BETA
This is a BETA experience. You may opt-out by clicking here

More From Forbes

Edit Story

Singapore Real Estate Billionaire's Tip For China Success: Innovate Or Die

This article is more than 9 years old.

When in 1997 Singapore entrepreneur Zhong Sheng Jian’s Yanlord Land launched what today is one of his most successful Shanghai residential projects, Yanlord Riverside Gardens, there were hardly any buyers.  “I thought, ‘How could no one want this property?’” Zhong recalled in a recent interview with Forbes.  More than a decade and a half later, real estate in that area is worth more than 10 times what he charged customers.  

Later, in 2004, Zhong started buying land in Zhuhai,  the southern city near the Chinese gambling mecca of Mecca, amid skepticism. “People said: ‘Buying power is limited,’” he remembered.  Now, many Yanlord buyers have made money on its upscale residences there, too. Zhong’s ability to go against the grain helped to land him at No. 21 on the 2014  Forbes Singapore Rich List published today with a fortune worth $1.4 billion. (Click here for the full list.)

At a time when real estate prices in China have been falling,  56-year-old, China-born Zhong is wary about making any predictions where market prices are heading in the mainland. “It’s very hard to say,” he said.  Yet investors are sticking with him. Singapore-traded shares in Yanlord -- who business is focused on China— are little changed,  hence outperforming some of the mainland’s biggest real estate brands. Among them, Country Gardens, led by Chinese billionaire Yang Huiyan among them, have lost 10%.

Though unwilling to speculate about prices, Zhong did explain what believes will be some of the biggest trends shaping China’s real estate market in the coming years. The one he zeroed in on most: Opportunities arising from continued urbanization in the world’s most populous nation.  About half of China’s 1.4 billion people live in rural areas, and about 1% of the nation has been moving to cities every year annually for the past three decades.

In relatively well-off cities in geographically confined regions, cluster effects will create new real estate business, he said.   Regions with good growth prospects include Yangtze River Delta around Shanghai and the Pearl River Delta in Guangdong Province, he said.

 “People are gathering together, internationalization is deepening, and this will attract people from elsewhere,” boosting demand for real estate, Zhong said. Populations in those areas will increase as people seek good medical care, easy transportation and good schools, according to the developer. Investments that improve logistics and ease bottlenecks also offer promise, as do businesses that entertain citizens.

Southern China  -- the area from which Zhong hails – holds particular promise because of a changing dynamic between Hong Kong, Macau and the rest of the region.  He feels that a new bridge linking Zhuhai, Hong Kong and Macau, due to open 2016, will stimulate the whole region and especially help Zhuhai.  “We expect Zhuhai will have a lot of new development,” Zhong said.    

Another important trend, Zhong said, is increasing sophistication of Chinese consumers when it comes to real estate investment.  In particular, they are more willing to buy real estate that they once shunned. “People use to think high floors were bad because the building maintenance and service in those floors wasn’t so good,” yet they now know better, Zhong said.

Overall success also requires understanding that tech-savvy young buyers are looking for  digital systems for the home, Zhong said. “We have to divide the market between young buyers and older buyers,”  he noted.  

More carefully managing technology services is just part of the change in China’s real estate industry since Zhong entered the business in the early 1990s. Another difference for developers lies in access to capital and trends in industry returns.

“It used to be that you could use a small amount of capital and do a lot of things,” Zhong said.  Now, investors need to tie up more of their own cash, and that will put a lot pressure on developers. “You have to continuously be thinking about risk management,“ he said.

The solution in the marketplace: Innovation.  “If you don’t innovate, you will die,” he said.  Besides picking good locations, Yanlord famously succeeded in the 1990s from bringing new ideas to market, such as prefinishing apartments than selling than selling just as empty shells with cement floors.   A tough market in China will test Yanlord’s creativity in a new era.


WORK INSTRUCTION ->
Give the whole listing below once more, exactly, without pictures.
BEGIN RECORD EXCERPTS
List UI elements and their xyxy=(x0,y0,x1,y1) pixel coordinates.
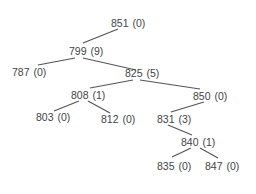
tree-node-812: 812(0) xyxy=(101,113,135,125)
node-id: 850 xyxy=(193,90,211,102)
tree-node-799: 799(9) xyxy=(69,45,103,57)
node-count: (0) xyxy=(179,160,192,172)
edge-808-803 xyxy=(54,101,79,111)
tree-node-850: 850(0) xyxy=(193,90,227,102)
node-id: 825 xyxy=(125,67,143,79)
tree-node-851: 851(0) xyxy=(111,17,145,29)
tree-node-803: 803(0) xyxy=(36,111,70,123)
node-count: (0) xyxy=(123,113,136,125)
node-count: (9) xyxy=(91,45,104,57)
tree-node-787: 787(0) xyxy=(12,66,46,78)
node-id: 808 xyxy=(71,89,89,101)
edge-851-799 xyxy=(83,29,118,43)
node-count: (3) xyxy=(179,113,192,125)
tree-node-840: 840(1) xyxy=(181,136,215,148)
node-count: (1) xyxy=(203,136,216,148)
edge-808-812 xyxy=(88,101,110,113)
node-id: 835 xyxy=(157,160,175,172)
node-id: 787 xyxy=(12,66,30,78)
node-id: 851 xyxy=(111,17,129,29)
node-id: 847 xyxy=(205,160,223,172)
tree-node-825: 825(5) xyxy=(125,67,159,79)
node-count: (1) xyxy=(93,89,106,101)
node-count: (0) xyxy=(215,90,228,102)
tree-node-831: 831(3) xyxy=(157,113,191,125)
edge-850-831 xyxy=(171,102,204,112)
edge-831-840 xyxy=(168,125,192,135)
node-id: 799 xyxy=(69,45,87,57)
edge-840-835 xyxy=(172,148,191,157)
node-id: 831 xyxy=(157,113,175,125)
edge-825-808 xyxy=(90,80,133,88)
tree-node-808: 808(1) xyxy=(71,89,105,101)
edge-799-787 xyxy=(38,58,75,65)
edge-840-847 xyxy=(200,148,218,158)
tree-node-847: 847(0) xyxy=(205,160,239,172)
node-count: (0) xyxy=(227,160,240,172)
node-count: (0) xyxy=(58,111,71,123)
tree-node-835: 835(0) xyxy=(157,160,191,172)
node-count: (0) xyxy=(133,17,146,29)
edge-825-850 xyxy=(140,80,200,89)
node-count: (0) xyxy=(34,66,47,78)
node-id: 803 xyxy=(36,111,54,123)
node-count: (5) xyxy=(147,67,160,79)
node-id: 840 xyxy=(181,136,199,148)
node-id: 812 xyxy=(101,113,119,125)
END RECORD EXCERPTS
SOLUTION TO THE EXERCISE ->
List UI elements and their xyxy=(x0,y0,x1,y1) pixel coordinates.
tree-node-812: 812(0) xyxy=(101,113,135,125)
node-id: 850 xyxy=(193,90,211,102)
tree-node-799: 799(9) xyxy=(69,45,103,57)
node-count: (0) xyxy=(179,160,192,172)
edge-808-803 xyxy=(54,101,79,111)
tree-node-850: 850(0) xyxy=(193,90,227,102)
node-id: 825 xyxy=(125,67,143,79)
tree-node-851: 851(0) xyxy=(111,17,145,29)
tree-node-803: 803(0) xyxy=(36,111,70,123)
node-count: (0) xyxy=(123,113,136,125)
node-count: (9) xyxy=(91,45,104,57)
tree-node-787: 787(0) xyxy=(12,66,46,78)
node-id: 808 xyxy=(71,89,89,101)
edge-851-799 xyxy=(83,29,118,43)
node-count: (3) xyxy=(179,113,192,125)
tree-node-840: 840(1) xyxy=(181,136,215,148)
node-count: (1) xyxy=(203,136,216,148)
edge-808-812 xyxy=(88,101,110,113)
node-id: 835 xyxy=(157,160,175,172)
node-id: 787 xyxy=(12,66,30,78)
node-id: 851 xyxy=(111,17,129,29)
node-id: 847 xyxy=(205,160,223,172)
tree-node-825: 825(5) xyxy=(125,67,159,79)
node-count: (1) xyxy=(93,89,106,101)
node-count: (0) xyxy=(215,90,228,102)
tree-node-831: 831(3) xyxy=(157,113,191,125)
edge-850-831 xyxy=(171,102,204,112)
edge-831-840 xyxy=(168,125,192,135)
node-id: 799 xyxy=(69,45,87,57)
edge-840-835 xyxy=(172,148,191,157)
node-id: 831 xyxy=(157,113,175,125)
edge-825-808 xyxy=(90,80,133,88)
tree-node-808: 808(1) xyxy=(71,89,105,101)
edge-799-787 xyxy=(38,58,75,65)
edge-840-847 xyxy=(200,148,218,158)
tree-node-847: 847(0) xyxy=(205,160,239,172)
node-count: (0) xyxy=(227,160,240,172)
node-count: (0) xyxy=(58,111,71,123)
tree-node-835: 835(0) xyxy=(157,160,191,172)
node-count: (0) xyxy=(133,17,146,29)
edge-825-850 xyxy=(140,80,200,89)
node-count: (0) xyxy=(34,66,47,78)
node-id: 803 xyxy=(36,111,54,123)
node-count: (5) xyxy=(147,67,160,79)
node-id: 840 xyxy=(181,136,199,148)
node-id: 812 xyxy=(101,113,119,125)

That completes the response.